Summary:
Grayson is Lynne Cox’s first book since Swimming to Antarctica (“Riveting”—Sports Illustrated; “Pitch-perfect”—Outside). In it she tells the story of a miraculous ocean encounter that happened to her when she was seventeen and in training for a big swim (she had already swum the English Channel, twice, and the Catalina Channel).
It was the dark of early morning; Lynne was in 55-degree water as smooth as black ice, two hundred yards offshore, outside the wave break. She was swimming her last half-mile back to the pier before heading home for breakfast when she became aware that something was swimming with her. The ocean was charged with energy as if a squall was moving in; thousands of baby anchovy darted through the water like lit sparklers, trying to evade something larger. Whatever it was, it felt large enough to be a white shark coursing beneath her body.
It wasn’t a shark. It became clear that it was a baby gray whale—following alongside Lynne for a mile or so. Lynne had been swimming for more than an hour; she needed to get out of the water to rest, but she realized that if she did, the young calf would follow her onto shore and die from collapsed lungs.
The baby whale—eighteen feet long!—was migrating on a three-month trek to its feeding grounds in the Bering Sea, an eight-thousand-mile journey. It would have to be carried on its mother’s back for much of that distance, and was dependent on its mother’s milk for food—baby whales drink up to fifty gallons of milk a day. If Lynne didn’t find the mother whale, the baby would suffer from dehydration and starve to death.
Something so enormous—the mother whale was fifty feet long—suddenly seemed very small in the vast Pacific Ocean. How could Lynne possibly find her?
This is the story—part mystery, part magical tale—of what happened . . .
Summary taken from Goodreads.com
It was the dark of early morning; Lynne was in 55-degree water as smooth as black ice, two hundred yards offshore, outside the wave break. She was swimming her last half-mile back to the pier before heading home for breakfast when she became aware that something was swimming with her. The ocean was charged with energy as if a squall was moving in; thousands of baby anchovy darted through the water like lit sparklers, trying to evade something larger. Whatever it was, it felt large enough to be a white shark coursing beneath her body.
It wasn’t a shark. It became clear that it was a baby gray whale—following alongside Lynne for a mile or so. Lynne had been swimming for more than an hour; she needed to get out of the water to rest, but she realized that if she did, the young calf would follow her onto shore and die from collapsed lungs.
The baby whale—eighteen feet long!—was migrating on a three-month trek to its feeding grounds in the Bering Sea, an eight-thousand-mile journey. It would have to be carried on its mother’s back for much of that distance, and was dependent on its mother’s milk for food—baby whales drink up to fifty gallons of milk a day. If Lynne didn’t find the mother whale, the baby would suffer from dehydration and starve to death.
Something so enormous—the mother whale was fifty feet long—suddenly seemed very small in the vast Pacific Ocean. How could Lynne possibly find her?
This is the story—part mystery, part magical tale—of what happened . . .
Summary taken from Goodreads.com
The main reason I read this book is because I've been on a bit of a nature kick lately and I needed something light and easy to read before bed a few nights ago. This was the perfect book for that. I read it in a few hours on Friday night/Saturday morning.
I really enjoyed reading this book. I'm so glad that I gave it a chance because too me it looked a bit too "fluffy" if you will and while it was sappy her experience is one that deserved to be printed in a book. I only have two problems with it and mostly it's with the dialogue she had with Grayson in the book during those parts the words seemed forced and unnatural to be coming from her lips in such a situation. But alas that's not to say that she didn't speak that way. Who knows? I'm not her.
I also wish that when she would insert facts into the story that she did it in a way that created potholes in the story throwing the flow off. But alas maybe it's me being jealous of her for sharing those few hours with Grayson, which in itself is a remarkable gift.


(Exercise)
Go through the entries and copy every line that has the string "axis" in it.

(Extracted records)

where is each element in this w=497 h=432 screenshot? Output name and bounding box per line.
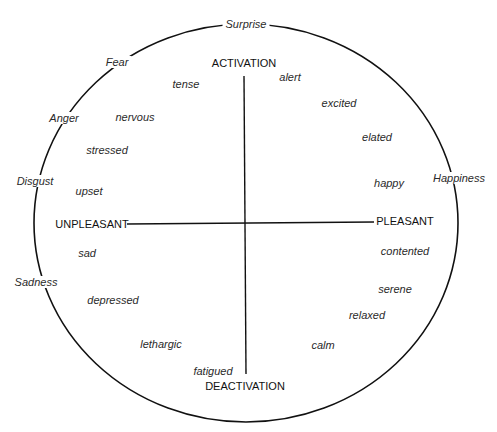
emotion-fear: Fear — [103, 56, 132, 68]
emotion-surprise: Surprise — [223, 18, 270, 30]
emotion-disgust: Disgust — [14, 175, 57, 187]
affect-word-elated: elated — [362, 131, 392, 143]
emotion-anger: Anger — [46, 112, 81, 124]
affect-word-lethargic: lethargic — [140, 338, 182, 350]
affect-word-calm: calm — [311, 339, 334, 351]
axis-label-pleasant: PLEASANT — [376, 215, 433, 227]
emotion-sadness: Sadness — [12, 276, 61, 288]
axis-label-deactivation: DEACTIVATION — [205, 380, 285, 392]
horizontal-axis-line — [127, 222, 374, 224]
affect-word-relaxed: relaxed — [349, 309, 385, 321]
affect-word-tense: tense — [173, 78, 200, 90]
affect-word-contented: contented — [381, 245, 429, 257]
affect-word-serene: serene — [378, 283, 412, 295]
affect-word-alert: alert — [279, 71, 300, 83]
affect-word-excited: excited — [322, 97, 357, 109]
affect-word-fatigued: fatigued — [193, 365, 232, 377]
affect-word-nervous: nervous — [115, 111, 154, 123]
vertical-axis-line — [244, 76, 246, 374]
affect-word-happy: happy — [374, 177, 404, 189]
affect-word-stressed: stressed — [86, 144, 128, 156]
axis-label-activation: ACTIVATION — [210, 57, 278, 69]
affect-word-depressed: depressed — [87, 294, 138, 306]
affect-word-upset: upset — [76, 185, 103, 197]
affect-word-sad: sad — [78, 247, 96, 259]
emotion-happiness: Happiness — [430, 172, 488, 184]
axis-label-unpleasant: UNPLEASANT — [55, 218, 128, 230]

(Your solution)
axis-label-pleasant: PLEASANT — [376, 215, 433, 227]
axis-label-deactivation: DEACTIVATION — [205, 380, 285, 392]
horizontal-axis-line — [127, 222, 374, 224]
vertical-axis-line — [244, 76, 246, 374]
axis-label-activation: ACTIVATION — [210, 57, 278, 69]
axis-label-unpleasant: UNPLEASANT — [55, 218, 128, 230]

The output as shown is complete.